Saturday, 8 October 2011

Living Species of Aquatic Beetle Found in 20-Million-Year-Old Sediments

ScienceDaily (Oct. 6, 2011) — A study of an Early Miocene fossil from southern Siberia performed by an international team of researchers, from the National Museum in Prague, Voronezh State University and the Museum of Natural History in London, led to the surprising find that the fossil belongs to a species of aquatic beetles which is still alive today and widely distributed in Eurasia.

The study was published in the open-access journal ZooKeys.

The fossil beetle discovered in the 16-23 million years old sediments of the Irtysh River in southern Siberia belongs to the modern species Helophorus sibiricus, a member of the water scavenger beetles (Hydrophiloidea), which is at present widely distributed in Eurasia and reaches even North America.

The species was originally described in 1860 by the Russian entomologist Victor Motschulsky based on specimens collected at Lake Baikal. It is aquatic and inhabits various kinds of standing waters, predominantly the grassy temporary pools. Larvae are unknown so far, but are supposed to be terrestrial and predaceous, preying on various invertebrates, as in most other species of the genus.
The Siberian fossil provides new data for the long-lasting debate among scientists about the average duration of an insect species. It was originally estimated to be ca. 2-3 million years based on the available fossil record, but slowly accumulating data begin to show that such an estimate is an oversimplification of the problem. Recently, evolutionary trees dated using molecular clocks suggested that some insect species are rather young, originating during the Ice Ages, but others may have been able to survive the last 10-20 million years until today. The long-living species had to survive the massive changes of the Earth's climate during the last millions of years -- how they managed to do so is another question for scientists to address.

A large missing piece for the acceptance of long-living insects as a general phenomenon and for understanding the reasons for survival of the particular species is the scarcity of the fossils of such species. The reasons seem to be rather straightforward -- the majority of the fossils bear too few details to allow a detailed comparison with living species, whose taxonomy is often based on the shape of male genitalia and other details. That is why the fossil discovered by the Czech-Russian-British team is so important: it bears enough details to allow its detailed comparison with the living species. Although the genitalia are not preserved in the fossil, the scientists were lucky that Helophorus beetles bear species-specific granulation on the pronotum which was readily seen on the fossil and allowed its reliable identification.

A life-style associated with an environment which remains stable over time, such as rotten wood, has been suggested as one of the possible ways in which long-living species may have survived from the past. The discovery of a long-living species of an aquatic beetle may indicate that temporary pools in which Helophorus sibiricus is mainly living today may be another example of such a stable environment -- it is really not difficult to imagine that the conditions in a pool created in a modern grassland from the melting snow are very similar to those one would have found in such a pool 20 million years ago.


# TASK TO CARRY OUT:
The records below are to be returned exactly as written, minus their pictures.

── DATASET ENTRIES

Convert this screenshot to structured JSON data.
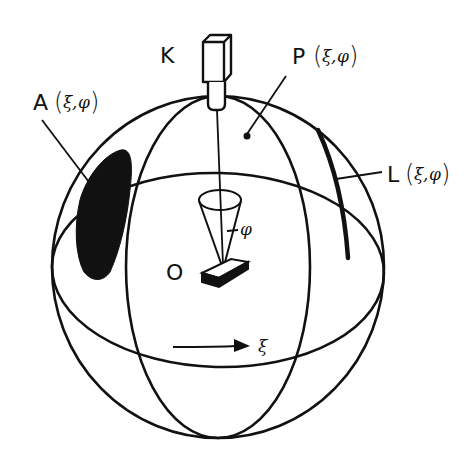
{
  "diagram": {
    "colors": {
      "ink": "#111111",
      "background": "#ffffff"
    },
    "labels": {
      "camera": "K",
      "point": "P",
      "area": "A",
      "line": "L",
      "origin": "O",
      "coords_open": "(",
      "xi": "ξ",
      "comma": ",",
      "phi": "φ",
      "coords_close": ")",
      "rotation_symbol": "ξ",
      "cone_angle_symbol": "φ"
    },
    "elements": [
      {
        "id": "camera",
        "label": "K"
      },
      {
        "id": "point-p",
        "label": "P (ξ,φ)"
      },
      {
        "id": "area-a",
        "label": "A (ξ,φ)"
      },
      {
        "id": "line-l",
        "label": "L (ξ,φ)"
      },
      {
        "id": "sample",
        "label": "O"
      },
      {
        "id": "rotation-arrow",
        "label": "ξ"
      },
      {
        "id": "cone",
        "label": "φ"
      }
    ]
  }
}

────

# SOLUTION:
Convert this screenshot to structured JSON data.
{
  "diagram": {
    "colors": {
      "ink": "#111111",
      "background": "#ffffff"
    },
    "labels": {
      "camera": "K",
      "point": "P",
      "area": "A",
      "line": "L",
      "origin": "O",
      "coords_open": "(",
      "xi": "ξ",
      "comma": ",",
      "phi": "φ",
      "coords_close": ")",
      "rotation_symbol": "ξ",
      "cone_angle_symbol": "φ"
    },
    "elements": [
      {
        "id": "camera",
        "label": "K"
      },
      {
        "id": "point-p",
        "label": "P (ξ,φ)"
      },
      {
        "id": "area-a",
        "label": "A (ξ,φ)"
      },
      {
        "id": "line-l",
        "label": "L (ξ,φ)"
      },
      {
        "id": "sample",
        "label": "O"
      },
      {
        "id": "rotation-arrow",
        "label": "ξ"
      },
      {
        "id": "cone",
        "label": "φ"
      }
    ]
  }
}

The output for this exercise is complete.